Gender
November 1st, 1981 was a black day in wizard history. It was the day that Harry Potter, the Boy Who Lived, the Savior of the Wizarding World, died at fifteen months of age—or so it was reported by his muggle Aunt Petunia and her muggle husband, Vernon Dursley, who had found the infant frozen on their doorstep that very morning. A very nice little stone was place in the cemetery of Godric’s Hollow, and The Daily Profit called for the immediate arrest of whomever had the bright idea to leave an infant on someone’s doorstep overnight. Sirius Black was arrested and sent to Azkaban for life without so much as a trial, for no one would speak against the esteemed Albus Dumbledore who claimed that the boy had been handed off to his godfather—the criminal in question—after the death of his parents, Lily and James Potter.
The wizarding world was so caught up in itself, that no one bothered to check in with the Dursleys afterwards—they were muggles anyways, so who cares? Had anyone the basic decency to do so, they may have notice Petunia purchasing an odd amount of baby food for her own infant son, Dudley, who was nearing the age of two. If someone had asked, Petunia had the ready answer that her son was a growing boy! The boy was rotunda enough for it to be believable. But no one asked.
Over the years, no one questioned how Petunia’s gardens were seemingly tended overnight or how her house was so immaculate even though she seemed to spend more time entertaining gentlemen callers than cleaning. No one wondered how, four years after that dark day, her cooking was miraculously delicious, instead of the mediocre it had been all her life.
Ah, no. No one questioned. No one wondered. No one saw the little creature that lived in the cupboard under the stairs. There was no record of such a thing. No evidence. It only crept out of its cage to prepare dinner, spent the dark hours cleaning and tending to the Dursleys’ every need, and then prepared breakfast before hobbling back to its dark little space.
This creature had no name. No gender. No identity. No significance. It responded to the harsh rubble of Vernon’s bellow and the high-pitched flutter of Petunia’s screech. It did not understand most words, having been dropped one too many times in infancy and lost most of its hearing, but it knew that when ‘boy’ or ‘freak’ was called, that meant someone was giving it an order. It knew to pay close attention, to watch the blurred gestures being made with its one good, nearsighted eye, the other having been blinded since Before.

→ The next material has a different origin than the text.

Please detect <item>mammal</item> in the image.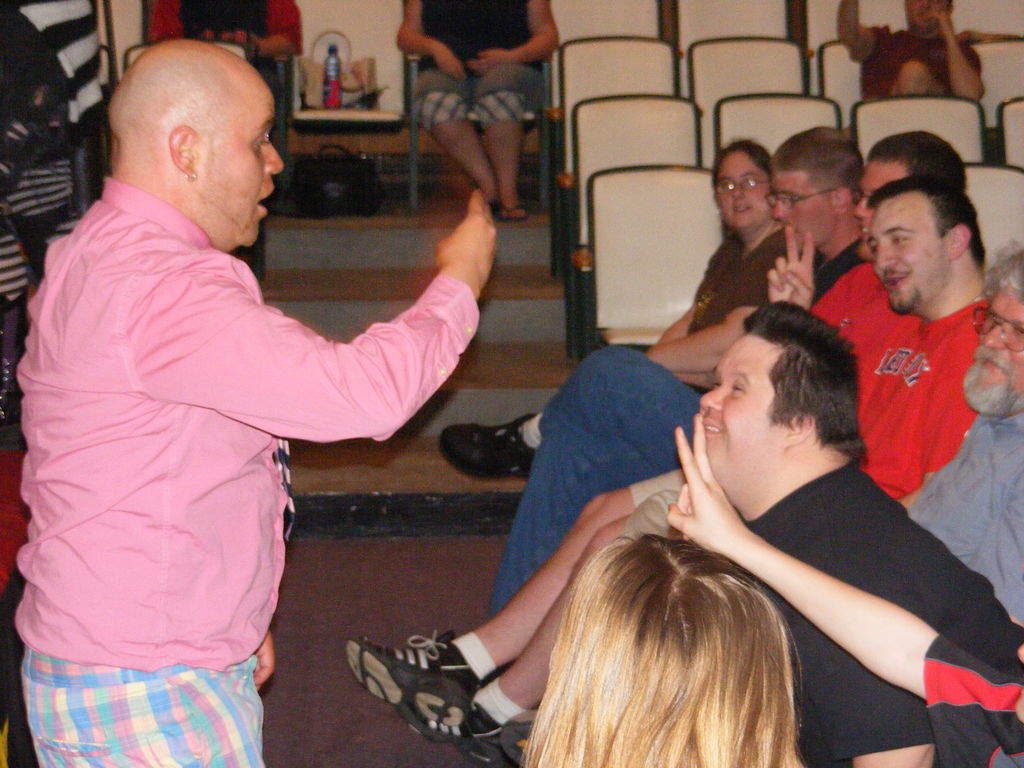
crop(10, 0, 107, 168).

Before was the time before it was at the Dursleys. It didn’t really remember much, just blurred faces, soft tones, and a harsh green light. It knew there was a time Before because those memories, vague though they were, were filled with a warm emotion. It didn’t know what that emotion was, that feeling that squeezed at its heart, but it was one that it had never felt at the Dursleys’.
Time was inconsequential to it. It knew that the bright time was of hiding, of sleep, of staying out of sight, and that dark time was of silent work. It knew that it got older, but it didn’t know how old it was. It never went to school like Dudley, never learned to read or write or speak, but it could vaguely understand a clock. It knew that supper was to be served when the little line pointed at the ‘7’ and the long one the ’12,’ but it didn’t know what those symbols actually meant.
Yet, time did pass. Days turned to months, which turned to years. Slowly, it got bigger, longer, but never as big or long or round as Dudley. It was always much smaller than the Dursleys’ son. It was always tiny, its limbs thin and pointy.